Sometimes I need to pinch myself; I feel like I have the best team in the world. As a team, we face many challenges not with each other but due to the roles we perform. As a team we are strong, but the challenges of the task at hand often wears us down. To combat this, we’ve recently started doing weekly check ins, that are not process focused team meetings but rather some time carved out each week to debrief, reflect, brainstorm and process the week.
One thing we’ve discussed openly, is the question of ‘How do we turn up?’ How do we want to turn up to our day verses how our day unfolds can be two very different things in terms of emotions and challenges. In my team, it’s easy to get frustrated, emotional and honestly not be our best by the time Friday comes around. I love it, that we can openly say, this made me angry, this made be anxious – name an emotion and someone in my team has probably felt it. What we’ve also asked ourselves as a team is, once we recognise how we are turning up, what are we going to do about it. I can admit some days, the contents of my emails get to me within the first 5 minutes, and I’m grumpy. That’s not how I planned to turn up to my day, but that is the emotional reality. The key is what I do next. The choice I make, influences my team, influences the stakeholders I engage with and ultimately impacts me. It takes courage and bravery to step out of your emotion and choose to turn up how you predetermined you would. My goal is to turn up, positive, open minded and ready to go. I don’t always turn up like this, but it’s my goal.

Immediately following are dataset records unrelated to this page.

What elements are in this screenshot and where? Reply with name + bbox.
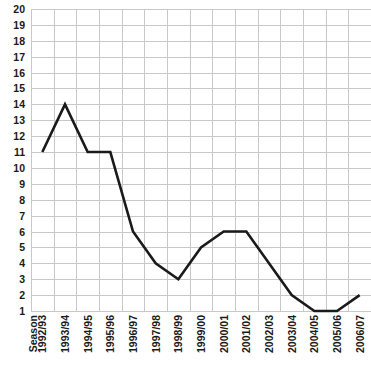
y-tick-label: 20 xyxy=(13,4,25,15)
y-tick-label: 18 xyxy=(13,36,25,47)
data-series xyxy=(31,9,371,311)
x-tick-label: 2000/01 xyxy=(219,315,230,353)
plot-area xyxy=(31,9,371,311)
x-tick-label: 1992/93 xyxy=(37,315,48,353)
x-tick-label: 2002/03 xyxy=(264,315,275,353)
y-tick-label: 5 xyxy=(19,242,25,253)
line-chart: 1234567891011121314151617181920 Season19… xyxy=(0,0,371,383)
y-tick-label: 16 xyxy=(13,67,25,78)
x-tick-label: 1998/99 xyxy=(173,315,184,353)
x-tick-label: 2005/06 xyxy=(332,315,343,353)
x-tick-label: 2001/02 xyxy=(241,315,252,353)
y-tick-label: 14 xyxy=(13,99,25,110)
y-axis: 1234567891011121314151617181920 xyxy=(0,0,28,320)
x-tick-label: 1997/98 xyxy=(151,315,162,353)
y-tick-label: 2 xyxy=(19,290,25,301)
x-tick-label: 1994/95 xyxy=(83,315,94,353)
y-tick-label: 9 xyxy=(19,179,25,190)
x-tick-label: 1993/94 xyxy=(60,315,71,353)
y-tick-label: 4 xyxy=(19,258,25,269)
y-tick-label: 3 xyxy=(19,274,25,285)
x-tick-label: 1999/00 xyxy=(196,315,207,353)
y-tick-label: 11 xyxy=(14,147,25,158)
y-tick-label: 10 xyxy=(13,163,25,174)
x-axis: Season1992/931993/941994/951995/961996/9… xyxy=(0,313,371,383)
y-tick-label: 19 xyxy=(13,20,25,31)
x-tick-label: 1996/97 xyxy=(128,315,139,353)
x-tick-label: 2003/04 xyxy=(287,315,298,353)
y-tick-label: 8 xyxy=(19,194,25,205)
y-tick-label: 6 xyxy=(19,226,25,237)
x-tick-label: 1995/96 xyxy=(105,315,116,353)
y-tick-label: 7 xyxy=(19,210,25,221)
y-tick-label: 17 xyxy=(13,51,25,62)
y-tick-label: 15 xyxy=(13,83,25,94)
series-line-position xyxy=(42,104,359,311)
x-tick-label: 2006/07 xyxy=(355,315,366,353)
x-tick-label: 2004/05 xyxy=(309,315,320,353)
y-tick-label: 13 xyxy=(13,115,25,126)
y-tick-label: 12 xyxy=(13,131,25,142)
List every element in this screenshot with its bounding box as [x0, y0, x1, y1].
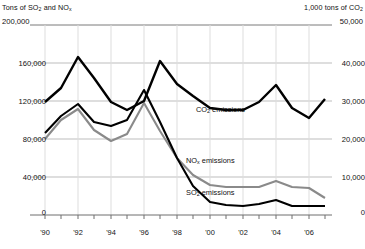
y-axis-left-tick-120000: 120,000: [0, 97, 46, 106]
series-line-so2: [45, 90, 325, 206]
x-axis-tick-1990: '90: [33, 228, 57, 237]
x-axis-ticks: [45, 215, 325, 219]
y-axis-right-tick-0: 0: [319, 208, 365, 217]
x-axis-tick-1992: '92: [66, 228, 90, 237]
x-axis-tick-2002: '02: [231, 228, 255, 237]
x-axis-tick-1994: '94: [99, 228, 123, 237]
chart-figure: Tons of SO2 and NOx 1,000 tons of CO2 20…: [0, 0, 365, 249]
y-axis-right-tick-40000: 40,000: [319, 59, 365, 68]
y-axis-left-tick-40000: 40,000: [0, 173, 46, 182]
x-axis-tick-2004: '04: [264, 228, 288, 237]
vertical-grid-lines: [45, 25, 309, 215]
series-label-co2: CO2 emissions: [196, 105, 245, 114]
series-label-nox: NOx emissions: [186, 156, 235, 165]
y-axis-left-tick-0: 0: [0, 208, 46, 217]
y-axis-right-tick-30000: 30,000: [319, 97, 365, 106]
series-label-so2: SO2 emissions: [186, 188, 235, 197]
y-axis-right-tick-20000: 20,000: [319, 135, 365, 144]
x-axis-tick-1998: '98: [165, 228, 189, 237]
x-axis-tick-2000: '00: [198, 228, 222, 237]
y-axis-left-tick-80000: 80,000: [0, 135, 46, 144]
x-axis-tick-1996: '96: [132, 228, 156, 237]
x-axis-tick-2006: '06: [297, 228, 321, 237]
series-line-co2: [45, 57, 325, 118]
y-axis-left-tick-160000: 160,000: [0, 59, 46, 68]
chart-canvas: [0, 0, 365, 249]
y-axis-right-tick-10000: 10,000: [319, 173, 365, 182]
series-line-nox: [45, 103, 325, 198]
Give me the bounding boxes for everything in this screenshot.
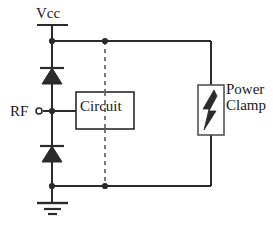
vcc-rail-circuit-junction [102, 38, 108, 44]
rf-node-junction [49, 108, 55, 114]
ground-rail-left-junction [49, 183, 55, 189]
ground-symbol [37, 203, 68, 214]
ground-rail-circuit-junction [102, 183, 108, 189]
vcc-rail-left-junction [49, 38, 55, 44]
lower-diode-triangle [42, 146, 62, 162]
circuit-block-label: Circuit [80, 99, 122, 115]
upper-diode-triangle [42, 68, 62, 84]
power-clamp-label-line1: Power [226, 81, 264, 97]
upper-diode [40, 68, 64, 84]
power-clamp-label-line2: Clamp [226, 98, 266, 114]
rf-port-circle [36, 108, 42, 114]
circuit-diagram-canvas: Vcc RF Circuit PowerClamp [0, 0, 273, 228]
power-clamp-rect [198, 85, 224, 135]
rf-label: RF [10, 104, 28, 120]
power-clamp-label: PowerClamp [226, 82, 266, 114]
vcc-label: Vcc [36, 6, 60, 22]
lower-diode [40, 146, 64, 162]
schematic-drawing [0, 0, 273, 228]
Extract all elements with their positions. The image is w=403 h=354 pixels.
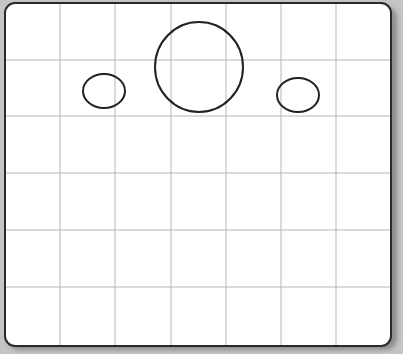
grid-canvas [4,2,392,347]
left-ellipse[interactable] [83,74,125,108]
large-circle[interactable] [155,22,243,112]
drawing-board[interactable] [4,2,392,347]
right-ellipse[interactable] [277,78,319,112]
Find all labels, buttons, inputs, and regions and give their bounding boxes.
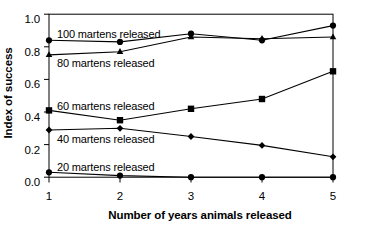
data-point <box>330 23 336 29</box>
series-annotation-20-martens: 20 martens released <box>57 161 154 173</box>
data-point <box>259 35 266 41</box>
plot-area <box>0 0 367 233</box>
data-point <box>46 127 53 134</box>
series-line <box>49 71 333 120</box>
data-point <box>330 33 337 39</box>
series-60-martens <box>46 68 336 123</box>
series-annotation-100-martens: 100 martens released <box>57 28 160 40</box>
data-point <box>46 51 53 57</box>
data-point <box>259 142 266 149</box>
x-axis-title: Number of years animals released <box>40 209 360 221</box>
data-point <box>117 125 124 132</box>
series-annotation-40-martens: 40 martens released <box>57 133 154 145</box>
data-point <box>330 68 336 74</box>
data-point <box>46 107 52 113</box>
data-point <box>259 174 265 180</box>
data-point <box>188 174 194 180</box>
data-point <box>188 106 194 112</box>
data-point <box>330 174 336 180</box>
chart-figure: Index of success 1.0 0.8 0.6 0.4 0.2 0.0… <box>0 0 367 233</box>
data-point <box>46 37 52 43</box>
data-point <box>188 133 195 140</box>
series-annotation-60-martens: 60 martens released <box>57 100 154 112</box>
data-point <box>46 169 52 175</box>
data-point <box>330 153 337 160</box>
data-point <box>117 173 123 179</box>
series-annotation-80-martens: 80 martens released <box>57 57 154 69</box>
data-point <box>259 96 265 102</box>
data-point <box>117 117 123 123</box>
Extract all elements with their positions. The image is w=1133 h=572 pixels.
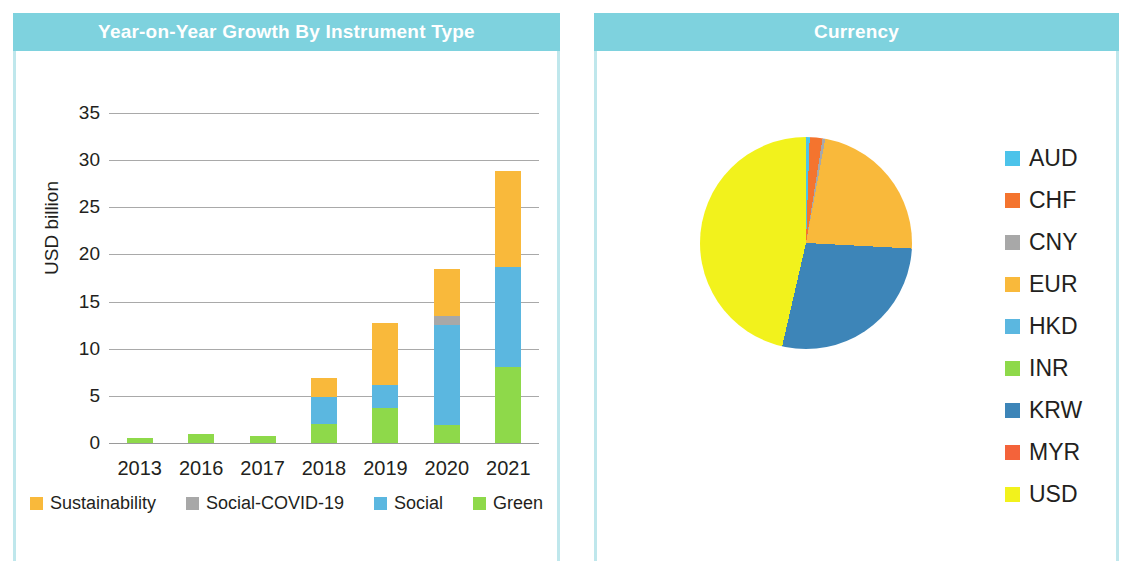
- bar-stack: [372, 323, 398, 443]
- legend-label: KRW: [1029, 399, 1082, 422]
- legend-swatch-icon: [186, 497, 199, 510]
- bar-segment-green: [250, 436, 276, 443]
- bar-segment-green: [372, 408, 398, 443]
- pie-chart-legend: AUDCHFCNYEURHKDINRKRWMYRUSD: [1005, 147, 1082, 506]
- gridline: [109, 349, 539, 350]
- y-axis-tick: 15: [79, 291, 100, 313]
- currency-legend-item-eur[interactable]: EUR: [1005, 273, 1082, 296]
- currency-legend-item-chf[interactable]: CHF: [1005, 189, 1082, 212]
- y-axis-label: USD billion: [41, 181, 63, 275]
- y-axis-tick: 0: [89, 432, 100, 454]
- y-axis-tick: 10: [79, 338, 100, 360]
- chart-stage: Year-on-Year Growth By Instrument Type U…: [0, 0, 1133, 572]
- legend-swatch-icon: [1005, 403, 1020, 418]
- x-axis-tick: 2019: [363, 457, 408, 480]
- legend-label: HKD: [1029, 315, 1078, 338]
- legend-label: Green: [493, 493, 543, 514]
- bar-segment-green: [188, 434, 214, 443]
- bar-stack: [495, 171, 521, 443]
- bar-stack: [188, 434, 214, 443]
- legend-label: CHF: [1029, 189, 1076, 212]
- x-axis-tick: 2013: [117, 457, 162, 480]
- legend-swatch-icon: [30, 497, 43, 510]
- y-axis-tick: 20: [79, 243, 100, 265]
- bar-stack: [311, 378, 337, 443]
- currency-legend-item-myr[interactable]: MYR: [1005, 441, 1082, 464]
- bar-segment-sustainability: [311, 378, 337, 397]
- legend-swatch-icon: [1005, 319, 1020, 334]
- legend-swatch-icon: [1005, 361, 1020, 376]
- legend-swatch-icon: [374, 497, 387, 510]
- currency-legend-item-hkd[interactable]: HKD: [1005, 315, 1082, 338]
- bar-plot-area: 0510152025303520132016201720182019202020…: [109, 113, 539, 443]
- legend-swatch-icon: [473, 497, 486, 510]
- legend-label: INR: [1029, 357, 1069, 380]
- currency-legend-item-krw[interactable]: KRW: [1005, 399, 1082, 422]
- legend-item-green[interactable]: Green: [473, 493, 543, 514]
- x-axis-tick: 2021: [486, 457, 531, 480]
- gridline: [109, 160, 539, 161]
- y-axis-tick: 30: [79, 149, 100, 171]
- legend-label: USD: [1029, 483, 1078, 506]
- currency-legend-item-cny[interactable]: CNY: [1005, 231, 1082, 254]
- legend-label: AUD: [1029, 147, 1078, 170]
- legend-label: MYR: [1029, 441, 1080, 464]
- y-axis-tick: 25: [79, 196, 100, 218]
- bar-segment-green: [434, 425, 460, 443]
- legend-item-sustainability[interactable]: Sustainability: [30, 493, 156, 514]
- gridline: [109, 302, 539, 303]
- panel-title-currency: Currency: [594, 13, 1119, 51]
- legend-swatch-icon: [1005, 193, 1020, 208]
- bar-stack: [434, 269, 460, 443]
- bar-segment-sustainability: [434, 269, 460, 316]
- x-axis-tick: 2018: [302, 457, 347, 480]
- x-axis-tick: 2017: [240, 457, 285, 480]
- gridline: [109, 207, 539, 208]
- pie-graphic: [700, 137, 912, 349]
- legend-label: Sustainability: [50, 493, 156, 514]
- legend-swatch-icon: [1005, 445, 1020, 460]
- bar-segment-social: [434, 325, 460, 425]
- bar-segment-sustainability: [495, 171, 521, 266]
- bar-segment-social: [311, 397, 337, 424]
- legend-item-social[interactable]: Social: [374, 493, 443, 514]
- bar-chart: USD billion 0510152025303520132016201720…: [13, 51, 560, 561]
- x-axis-tick: 2016: [179, 457, 224, 480]
- panel-instrument-type: Year-on-Year Growth By Instrument Type U…: [13, 13, 560, 561]
- y-axis-tick: 35: [79, 102, 100, 124]
- y-axis-tick: 5: [89, 385, 100, 407]
- legend-swatch-icon: [1005, 277, 1020, 292]
- legend-swatch-icon: [1005, 487, 1020, 502]
- legend-item-social-covid-19[interactable]: Social-COVID-19: [186, 493, 344, 514]
- panel-title-instrument-type: Year-on-Year Growth By Instrument Type: [13, 13, 560, 51]
- bar-segment-green: [127, 438, 153, 443]
- bar-segment-social-covid-19: [434, 316, 460, 325]
- bar-segment-green: [495, 367, 521, 443]
- gridline: [109, 113, 539, 114]
- gridline: [109, 254, 539, 255]
- legend-label: EUR: [1029, 273, 1078, 296]
- bar-stack: [250, 436, 276, 443]
- bar-segment-social: [372, 385, 398, 409]
- currency-legend-item-inr[interactable]: INR: [1005, 357, 1082, 380]
- legend-label: CNY: [1029, 231, 1078, 254]
- bar-segment-sustainability: [372, 323, 398, 384]
- bar-segment-green: [311, 424, 337, 443]
- bar-stack: [127, 438, 153, 443]
- pie-chart: AUDCHFCNYEURHKDINRKRWMYRUSD: [594, 51, 1119, 561]
- x-axis-tick: 2020: [425, 457, 470, 480]
- currency-legend-item-usd[interactable]: USD: [1005, 483, 1082, 506]
- currency-legend-item-aud[interactable]: AUD: [1005, 147, 1082, 170]
- bar-chart-legend: SustainabilitySocial-COVID-19SocialGreen: [13, 493, 560, 514]
- legend-swatch-icon: [1005, 151, 1020, 166]
- legend-swatch-icon: [1005, 235, 1020, 250]
- x-axis-line: [109, 443, 539, 444]
- legend-label: Social: [394, 493, 443, 514]
- bar-segment-social: [495, 267, 521, 367]
- panel-currency: Currency AUDCHFCNYEURHKDINRKRWMYRUSD: [594, 13, 1119, 561]
- legend-label: Social-COVID-19: [206, 493, 344, 514]
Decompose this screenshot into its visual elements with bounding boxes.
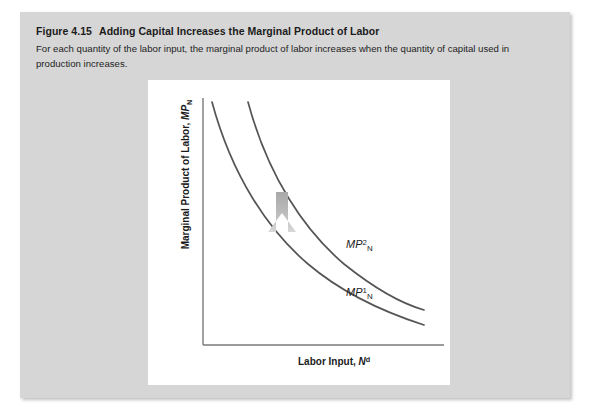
x-axis-label-var: N bbox=[359, 356, 366, 367]
curve-mp-n-1 bbox=[212, 102, 424, 325]
curve-mp-n-2 bbox=[248, 102, 424, 310]
x-axis-label: Labor Input, Nd bbox=[298, 355, 370, 367]
x-axis-label-text: Labor Input, bbox=[298, 356, 359, 367]
x-axis-label-sup: d bbox=[366, 355, 370, 364]
caption-block: Figure 4.15Adding Capital Increases the … bbox=[36, 24, 544, 71]
plot-panel: Marginal Product of Labor, MPN MP2N MP1N bbox=[148, 80, 450, 385]
curve-label-mp-n-1-base: MP bbox=[346, 286, 363, 298]
curve-label-mp-n-1-sub: N bbox=[367, 292, 373, 301]
curve-label-mp-n-2-sub: N bbox=[367, 244, 373, 253]
curve-label-mp-n-2-base: MP bbox=[346, 238, 363, 250]
figure-card: Figure 4.15Adding Capital Increases the … bbox=[20, 12, 570, 398]
figure-caption: For each quantity of the labor input, th… bbox=[36, 42, 544, 71]
curve-label-mp-n-1: MP1N bbox=[346, 286, 373, 301]
curve-label-mp-n-2: MP2N bbox=[346, 238, 373, 253]
curves-layer bbox=[148, 80, 450, 385]
figure-title-text: Adding Capital Increases the Marginal Pr… bbox=[99, 25, 379, 37]
figure-number: Figure 4.15 bbox=[36, 25, 92, 37]
figure-title: Figure 4.15Adding Capital Increases the … bbox=[36, 24, 544, 38]
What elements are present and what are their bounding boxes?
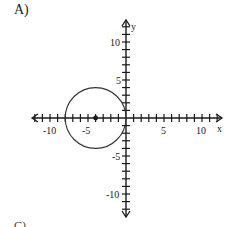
y-axis-label: y [131,21,136,32]
y-tick-label: 10 [110,37,120,48]
x-tick-label: -10 [43,125,56,136]
circle-center-point [93,116,98,121]
x-tick-label: 10 [196,125,206,136]
next-option-label-partial: C) [14,219,26,227]
coordinate-graph: y x -10 -5 5 10 10 5 -5 -10 [0,0,235,227]
y-tick-label: 5 [116,75,121,86]
x-tick-label: -5 [82,125,90,136]
x-axis-label: x [217,123,222,134]
y-tick-label: -10 [106,189,119,200]
x-tick-label: 5 [161,125,166,136]
y-tick-label: -5 [112,151,120,162]
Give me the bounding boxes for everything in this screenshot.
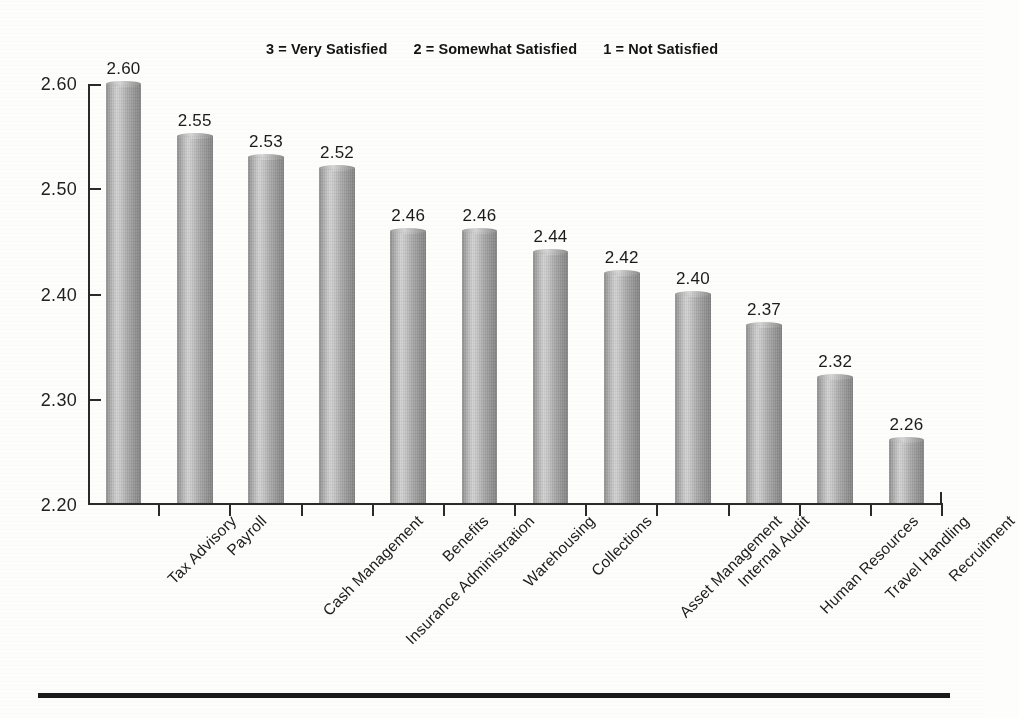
bar: 2.46 bbox=[462, 231, 498, 503]
x-axis-label-text: Collections bbox=[587, 512, 655, 580]
y-tick-label: 2.30 bbox=[41, 389, 77, 410]
bar-cylinder bbox=[817, 377, 853, 503]
bar-value-label: 2.46 bbox=[462, 206, 496, 226]
x-axis-label-group: Tax AdvisoryPayrollCash ManagementInsura… bbox=[88, 512, 942, 662]
y-tick-label: 2.40 bbox=[41, 284, 77, 305]
bar-value-label: 2.32 bbox=[818, 352, 852, 372]
bar-value-label: 2.44 bbox=[534, 227, 568, 247]
bar-value-label: 2.53 bbox=[249, 132, 283, 152]
bar: 2.40 bbox=[675, 294, 711, 504]
bar-value-label: 2.40 bbox=[676, 269, 710, 289]
bar-value-label: 2.46 bbox=[391, 206, 425, 226]
bar: 2.32 bbox=[817, 377, 853, 503]
x-axis-label: Cash Management bbox=[319, 512, 426, 619]
bar: 2.44 bbox=[533, 252, 569, 503]
legend-scale-3: 3 = Very Satisfied bbox=[266, 41, 388, 57]
bar: 2.37 bbox=[746, 325, 782, 503]
bar-group: 2.602.552.532.522.462.462.442.422.402.37… bbox=[88, 84, 942, 503]
bar-cylinder bbox=[319, 168, 355, 503]
bar-cylinder bbox=[746, 325, 782, 503]
bottom-divider bbox=[38, 693, 950, 698]
bar-value-label: 2.42 bbox=[605, 248, 639, 268]
bar-value-label: 2.60 bbox=[107, 59, 141, 79]
y-tick-label: 2.50 bbox=[41, 179, 77, 200]
bar-cylinder bbox=[604, 273, 640, 503]
legend-scale-2: 2 = Somewhat Satisfied bbox=[413, 41, 577, 57]
plot-area: 2.202.302.402.502.60 2.602.552.532.522.4… bbox=[88, 84, 942, 505]
bar-value-label: 2.52 bbox=[320, 143, 354, 163]
bar-value-label: 2.26 bbox=[889, 415, 923, 435]
bar-cylinder bbox=[462, 231, 498, 503]
bar-cylinder bbox=[675, 294, 711, 504]
bar: 2.26 bbox=[889, 440, 925, 503]
x-axis-label-text: Cash Management bbox=[319, 512, 426, 619]
y-tick-label: 2.60 bbox=[41, 74, 77, 95]
bar-cylinder bbox=[106, 84, 142, 503]
x-axis-label: Collections bbox=[587, 512, 655, 580]
bar-cylinder bbox=[177, 136, 213, 503]
bar: 2.52 bbox=[319, 168, 355, 503]
bar: 2.60 bbox=[106, 84, 142, 503]
legend-scale-1: 1 = Not Satisfied bbox=[603, 41, 718, 57]
bar: 2.55 bbox=[177, 136, 213, 503]
bar: 2.46 bbox=[390, 231, 426, 503]
bar-value-label: 2.55 bbox=[178, 111, 212, 131]
bar: 2.53 bbox=[248, 157, 284, 503]
bar-value-label: 2.37 bbox=[747, 300, 781, 320]
bar-cylinder bbox=[248, 157, 284, 503]
bar: 2.42 bbox=[604, 273, 640, 503]
y-tick-label: 2.20 bbox=[41, 495, 77, 516]
bar-cylinder bbox=[533, 252, 569, 503]
chart-subtitle-legend: 3 = Very Satisfied2 = Somewhat Satisfied… bbox=[0, 41, 984, 57]
bar-cylinder bbox=[889, 440, 925, 503]
bar-cylinder bbox=[390, 231, 426, 503]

How we turn up, comes down to the choice we make, not circumstances, not experiences but an intrinsic choice. What we choose to do when we find ourselves not at our best is significant. It determines the influence we have, the atmosphere we generate around us and how much we allow circumstance and experience to control us. Victor Frankl a survivor of the holocaust says it rather eloquently.
Everything can be taken from a man but one thing: the last of human freedoms – to choose one’s attitude in any given set of circumstances, to choose one’s own way.
Viktor Frankl
We have an unwritten rule in my team, that we can call each other out, if we feel someone is not admitting to being their best self. We not only call it out, but then ask, what can I do for you? As a team we’ve chosen to aim to turn up – courageous, positive and supportive. We may not always get there, and I absolutely do not expect this of my team every day in every way, but I love it that it’s a goal, and that is what we aim for.
Do you need to assess how you show up? This applies to every aspect of our lives- work, home and play. How you allow circumstances and experiences to control you? Once you decide on a goal of how you want to show up, even when it’s hard. You will notice the freedom and the positive influence you have on those around you.
To summarise, ask the following questions:
- How do I want to turn up?
- If I’m not turning up how I planned, what can I do about it?
- If someone else isn’t turning up how they planned, what can I do to help?